Mitigation banking is the setting aside of money andor created wetlands to be used in exchange for wetland values andor area lost through development. Few respondents were familiar with the concept. Initial reaction suggested that a system of straight cash compensation for wetland losses would entai1 several risks. The fear is based on the potential ease that such an arrangement could be established and maintained, coupled with the capability of generating large amounts of money. Industry could by-pass functional assessments and time consuming processes, and busy government managers may find mitigation banking éo be an easy, financially rewarding approach.

On the other hand, some potential benefits of an ethical and well-managed mitigation banking concept were recognized. Mitigation banking could increase flexibility under a policy with provisions for compensation. Funds could be set1 aside to purchase valuable pieces of critical habitat or to build corridors of contiguous habitat for species in fragmented environments, rather than continue to preserve isolated chunks.

Habitat exchange is a form of mitigation banking or negotiation. The concern with exchanges is the overall loss of habitat that could result. Exchange and mitigation compensation may not apply to al1 habitats, but could be a useful option to explore for increasing the flexibility, innovation level and effectiveness of compensatory approaches.

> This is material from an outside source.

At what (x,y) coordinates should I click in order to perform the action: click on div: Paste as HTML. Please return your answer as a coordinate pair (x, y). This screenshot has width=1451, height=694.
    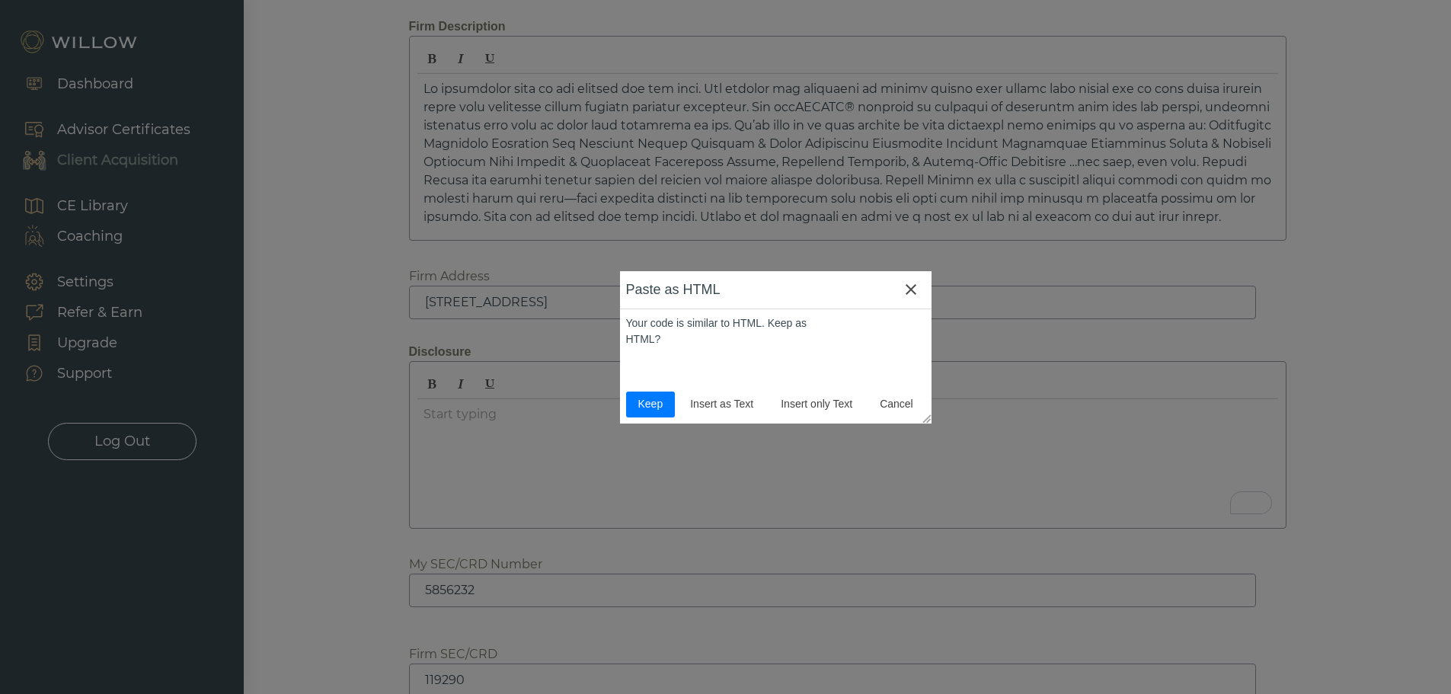
    Looking at the image, I should click on (673, 289).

VALUES, PROCEDURAL ISSUES AND ETHICS

At the core of al1 approaches to wetland conservation, whether it is compensation under a NNL policy or building public support through awareness, is the central issue of determining values of wetland functions and resources. Whether values of wetland functions are presented in hard financial terms, or perceived as an essential ecosystem component supporting derived benefits such as agricultural products, flood control, quality water or wildlife, it is critical to establish the nature of these values as the common ground for conservation approaches. It is evident through the Canadian experience that establishing a simple understanding among governments, industry, communities and landowners of why wetlands are important is the starting point for conservation.

At the core of wetland conservaiion is the central issue of determining values of wetland functions and resources. It is critical to establish the nature of these values as the common ground for conservation approaches.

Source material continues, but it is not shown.